Hamas has taken power in Palestine, and the Israeli government is rounding up threats. When Palestinian policewoman Rania Bakara finds herself thrown in prison, though she has never been part of Hamas, her friend Chloe flies in from San Francisco to get her out. Chloe begs an Israeli policeman named Benny for help—and Benny offers Rania a way out: investigate the death of a young man in a village near her own. The young man’s neighbors believe the Israeli army killed him; Benny believes his death might not have been so honorable. Initially, Rania refuses; she has no interest in helping the Israelis. But she is released anyway, and returns home to find herself without a job and suspected of being a traitor. Searching for redemption, she launches an investigation into the young man’s death that draws her into a Palestinian gay scene she never knew existed. With Chloe and her Palestinian Australian lover as guides, Rania explores a Jerusalem gay bar, meets with a lesbian support group, and plunges deep into the victim’s world, forcing her to question her beliefs about love, justice, and cultural identity.

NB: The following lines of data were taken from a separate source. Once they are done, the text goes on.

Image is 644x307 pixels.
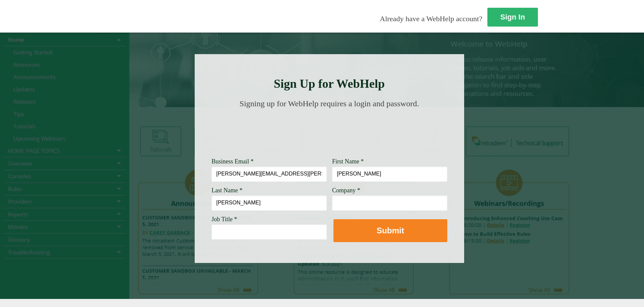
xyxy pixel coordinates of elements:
span: Already have a WebHelp account? [380,15,482,23]
span: Company * [332,187,360,194]
strong: Sign Up for WebHelp [274,77,385,90]
strong: Sign In [500,13,525,21]
span: Business Email * [212,158,254,165]
button: Submit [333,219,447,242]
span: Job Title * [212,216,237,223]
img: Need Credentials? Sign up below. Have Credentials? Use the sign-in button. [215,115,443,149]
span: First Name * [332,158,364,165]
span: Signing up for WebHelp requires a login and password. [239,99,419,108]
a: Sign In [487,8,538,26]
span: Last Name * [212,187,242,194]
strong: Submit [377,226,404,235]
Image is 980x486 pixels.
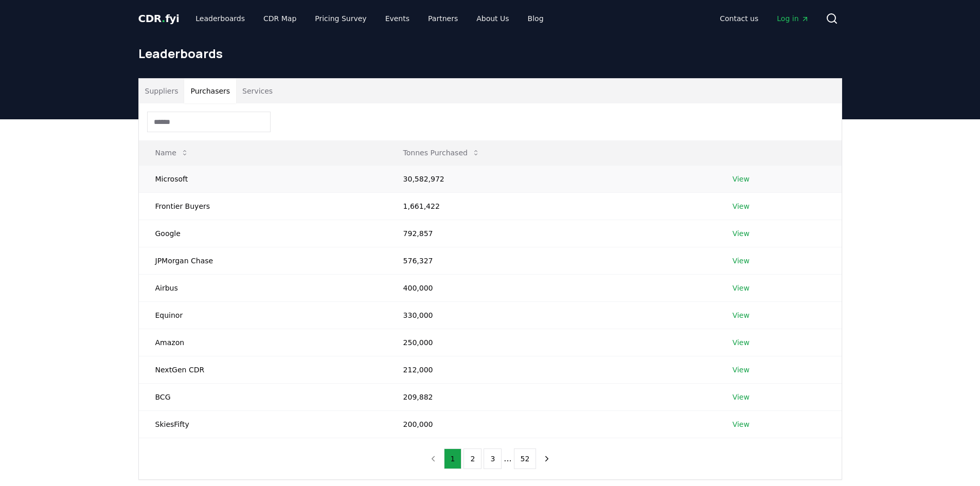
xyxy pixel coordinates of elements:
[733,201,750,211] a: View
[387,247,716,274] td: 576,327
[139,410,387,437] td: SkiesFifty
[387,383,716,410] td: 209,882
[733,283,750,293] a: View
[306,10,375,28] a: Pricing Survey
[520,10,552,28] a: Blog
[387,328,716,356] td: 250,000
[377,10,417,28] a: Events
[387,301,716,328] td: 330,000
[139,274,387,301] td: Airbus
[733,364,750,375] a: View
[139,301,387,328] td: Equinor
[161,13,165,25] span: .
[387,165,716,192] td: 30,582,972
[138,13,180,25] span: CDR fyi
[387,192,716,219] td: 1,661,422
[139,219,387,247] td: Google
[711,10,817,28] nav: Main
[769,10,817,28] a: Log in
[387,219,716,247] td: 792,857
[387,274,716,301] td: 400,000
[387,356,716,383] td: 212,000
[139,356,387,383] td: NextGen CDR
[733,256,750,266] a: View
[733,174,750,184] a: View
[139,328,387,356] td: Amazon
[138,45,842,62] h1: Leaderboards
[184,79,236,103] button: Purchasers
[538,448,555,469] button: next page
[139,247,387,274] td: JPMorgan Chase
[139,79,185,103] button: Suppliers
[187,10,253,28] a: Leaderboards
[255,10,305,28] a: CDR Map
[733,310,750,320] a: View
[733,337,750,348] a: View
[147,142,197,163] button: Name
[395,142,488,163] button: Tonnes Purchased
[139,383,387,410] td: BCG
[733,228,750,239] a: View
[777,13,808,24] span: Log in
[420,10,466,28] a: Partners
[484,448,501,469] button: 3
[138,11,180,26] a: CDR.fyi
[711,10,766,28] a: Contact us
[187,10,551,28] nav: Main
[139,192,387,219] td: Frontier Buyers
[139,165,387,192] td: Microsoft
[514,448,537,469] button: 52
[468,10,517,28] a: About Us
[733,419,750,429] a: View
[733,392,750,402] a: View
[444,448,462,469] button: 1
[504,453,511,465] li: ...
[387,410,716,437] td: 200,000
[463,448,482,469] button: 2
[236,79,279,103] button: Services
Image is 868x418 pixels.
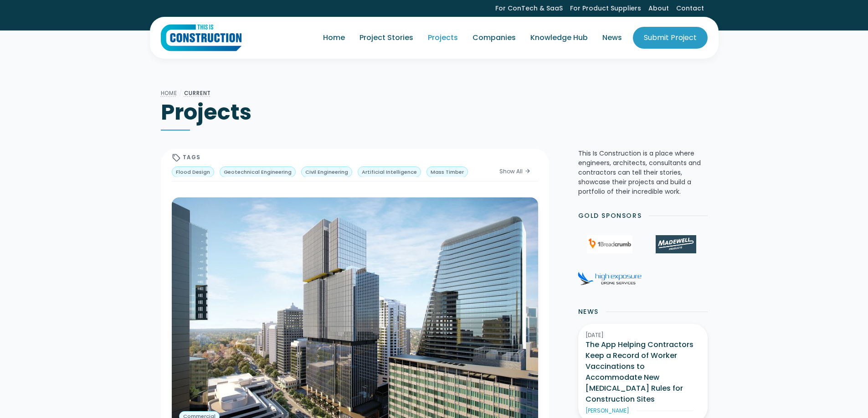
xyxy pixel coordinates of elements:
[578,211,642,221] h2: Gold Sponsors
[633,27,707,49] a: Submit Project
[161,24,241,52] a: home
[578,307,598,317] h2: News
[656,236,696,253] img: Madewell Products
[161,90,177,97] a: Home
[177,88,184,98] div: /
[172,154,181,163] div: sell
[161,24,241,52] img: This Is Construction Logo
[161,98,707,126] h1: Projects
[176,169,210,176] div: Flood Design
[585,407,629,415] div: [PERSON_NAME]
[224,169,292,176] div: Geotechnical Engineering
[523,25,595,50] a: Knowledge Hub
[585,331,700,339] div: [DATE]
[427,167,468,178] a: Mass Timber
[644,32,697,43] div: Submit Project
[305,169,348,176] div: Civil Engineering
[465,25,523,50] a: Companies
[587,236,632,253] img: 1Breadcrumb
[352,25,421,50] a: Project Stories
[172,167,214,178] a: Flood Design
[316,25,352,50] a: Home
[184,90,212,97] a: Current
[578,272,642,285] img: High Exposure
[492,166,538,177] a: Show Allarrow_forward
[595,25,629,50] a: News
[301,167,352,178] a: Civil Engineering
[220,167,296,178] a: Geotechnical Engineering
[499,167,523,176] div: Show All
[431,169,464,176] div: Mass Timber
[525,167,531,176] div: arrow_forward
[362,169,417,176] div: Artificial Intelligence
[358,167,421,178] a: Artificial Intelligence
[183,154,201,162] div: Tags
[578,149,707,197] p: This Is Construction is a place where engineers, architects, consultants and contractors can tell...
[421,25,465,50] a: Projects
[585,339,700,405] h3: The App Helping Contractors Keep a Record of Worker Vaccinations to Accommodate New [MEDICAL_DATA...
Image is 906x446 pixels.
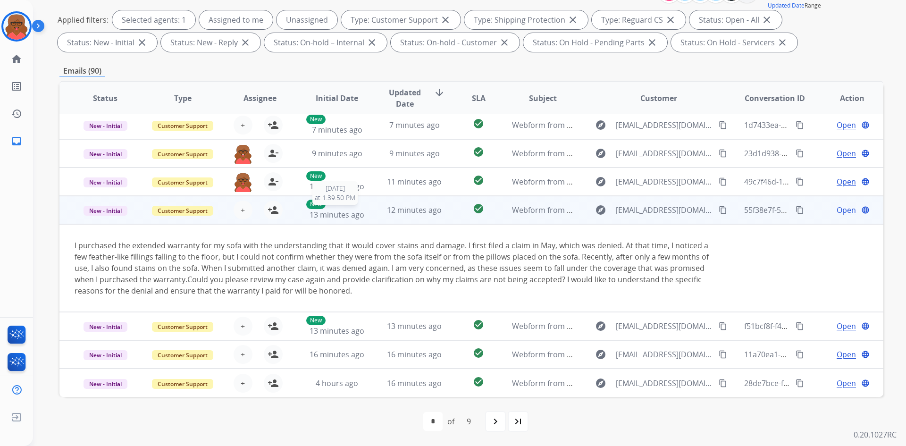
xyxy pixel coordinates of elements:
span: New - Initial [83,350,127,360]
span: at 1:39:50 PM [315,193,355,202]
img: avatar [3,13,30,40]
span: 4 hours ago [316,378,358,388]
mat-icon: close [499,37,510,48]
span: Assignee [243,92,276,104]
mat-icon: person_remove [267,148,279,159]
mat-icon: close [440,14,451,25]
p: Emails (90) [59,65,105,77]
div: 9 [459,412,478,431]
span: Customer Support [152,149,213,159]
span: New - Initial [83,177,127,187]
span: Webform from [EMAIL_ADDRESS][DOMAIN_NAME] on [DATE] [512,176,725,187]
mat-icon: language [861,322,869,330]
span: f51bcf8f-f4e5-4b2a-83b3-a3ea53a732ff [744,321,879,331]
mat-icon: content_copy [795,322,804,330]
mat-icon: content_copy [718,177,727,186]
span: Webform from [EMAIL_ADDRESS][DOMAIN_NAME] on [DATE] [512,120,725,130]
span: [EMAIL_ADDRESS][DOMAIN_NAME] [616,349,713,360]
span: 12 minutes ago [387,205,441,215]
mat-icon: close [761,14,772,25]
span: New - Initial [83,206,127,216]
mat-icon: check_circle [473,376,484,387]
mat-icon: content_copy [718,379,727,387]
span: Open [836,119,856,131]
span: 11a70ea1-3124-4c29-93ae-fa32cc6452ea [744,349,886,359]
mat-icon: person_add [267,349,279,360]
span: Open [836,349,856,360]
span: 9 minutes ago [389,148,440,158]
mat-icon: language [861,350,869,358]
mat-icon: language [861,149,869,158]
mat-icon: check_circle [473,319,484,330]
span: Customer Support [152,177,213,187]
mat-icon: language [861,121,869,129]
mat-icon: close [366,37,377,48]
span: Open [836,176,856,187]
span: 7 minutes ago [312,125,362,135]
mat-icon: explore [595,320,606,332]
div: Selected agents: 1 [112,10,195,29]
div: Type: Reguard CS [591,10,685,29]
span: 13 minutes ago [387,321,441,331]
div: Type: Shipping Protection [464,10,588,29]
span: 9 minutes ago [312,148,362,158]
button: + [233,374,252,392]
p: New [306,115,325,124]
span: [DATE] [315,183,355,193]
span: 16 minutes ago [387,349,441,359]
span: Open [836,204,856,216]
mat-icon: person_add [267,204,279,216]
mat-icon: content_copy [718,350,727,358]
span: [EMAIL_ADDRESS][DOMAIN_NAME] [616,119,713,131]
div: Status: New - Initial [58,33,157,52]
span: + [241,320,245,332]
img: agent-avatar [233,144,252,164]
div: of [447,416,454,427]
mat-icon: check_circle [473,347,484,358]
span: [EMAIL_ADDRESS][DOMAIN_NAME] [616,176,713,187]
span: New - Initial [83,322,127,332]
mat-icon: explore [595,119,606,131]
span: 49c7f46d-1dfc-4615-a9ef-d31f7322aca1 [744,176,882,187]
span: Webform from [EMAIL_ADDRESS][DOMAIN_NAME] on [DATE] [512,349,725,359]
mat-icon: person_add [267,320,279,332]
button: + [233,345,252,364]
mat-icon: language [861,177,869,186]
span: New - Initial [83,121,127,131]
span: Customer [640,92,677,104]
p: New [306,316,325,325]
button: + [233,116,252,134]
mat-icon: content_copy [795,350,804,358]
mat-icon: person_add [267,377,279,389]
mat-icon: list_alt [11,81,22,92]
span: 1d7433ea-7145-45c8-ae14-887f6ba80a99 [744,120,888,130]
mat-icon: content_copy [795,206,804,214]
mat-icon: explore [595,176,606,187]
mat-icon: check_circle [473,146,484,158]
span: 13 minutes ago [309,209,364,220]
span: Initial Date [316,92,358,104]
div: Status: On-hold - Customer [391,33,519,52]
mat-icon: content_copy [795,177,804,186]
mat-icon: home [11,53,22,65]
mat-icon: close [665,14,676,25]
div: Status: Open - All [689,10,782,29]
span: New - Initial [83,379,127,389]
div: Type: Customer Support [341,10,460,29]
mat-icon: content_copy [795,149,804,158]
span: 23d1d938-5e07-48a0-8b78-bf53dc88c58d [744,148,889,158]
mat-icon: content_copy [718,121,727,129]
mat-icon: close [240,37,251,48]
span: Webform from [EMAIL_ADDRESS][DOMAIN_NAME] on [DATE] [512,321,725,331]
mat-icon: language [861,379,869,387]
span: Status [93,92,117,104]
span: 11 minutes ago [387,176,441,187]
p: New [306,200,325,209]
span: 55f38e7f-5020-431d-b123-203a5416144e [744,205,886,215]
span: SLA [472,92,485,104]
mat-icon: check_circle [473,175,484,186]
span: Open [836,377,856,389]
span: New - Initial [83,149,127,159]
mat-icon: inbox [11,135,22,147]
mat-icon: content_copy [795,121,804,129]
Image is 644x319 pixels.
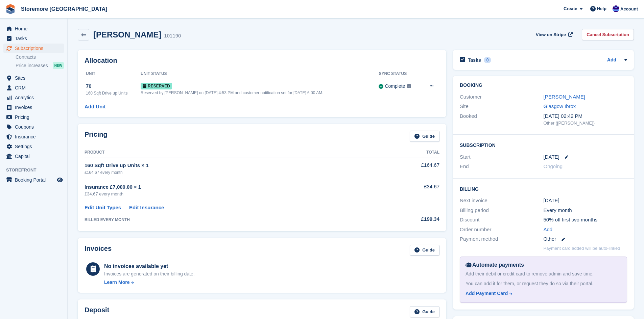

“Last Day on Mars is thrillingly ambitious and imaginative. Like a lovechild of Gravity and The Martian, it's a rousing space opera for any age, meticulously researched and relentlessly paced, that balances action, science, humor, and most importantly, two compelling main characters in Liam and Phoebe. A fantastic start to an epic new series.” —Soman Chainani, New York Times bestselling author of the School for Good and Evil series “Emerson's writing explodes off the page in this irresistible space adventure, filled with startling plot twists, diabolical aliens, and (my favorite!) courageous young heroes faced with an impossible task.” —Lisa McMann, New York Times bestselling author of the Unwanteds series It is Earth year 2213—but, of course, there is no Earth anymore. Not since it was burned to a cinder by the sun, which has mysteriously begun the process of going supernova. The human race has fled to Mars, but this was only a temporary solution while we have prepared for a second trip: a one-hundred-fifty-year journey to a distant star, our best guess at where we might find a new home. Liam Saunders-Chang is one of the last humans left on Mars. The son of two scientists who have been racing against time to create technology vital to humanity’s survival, Liam, along with his friend Phoebe, will be on the last starliner to depart before Mars, like Earth before it, is destroyed. Or so he thinks. Because before this day is over, Liam and Phoebe will make a series of profound discoveries about the nature of time and space and find out that the human race is just one of many in our universe locked in a dangerous struggle for survival.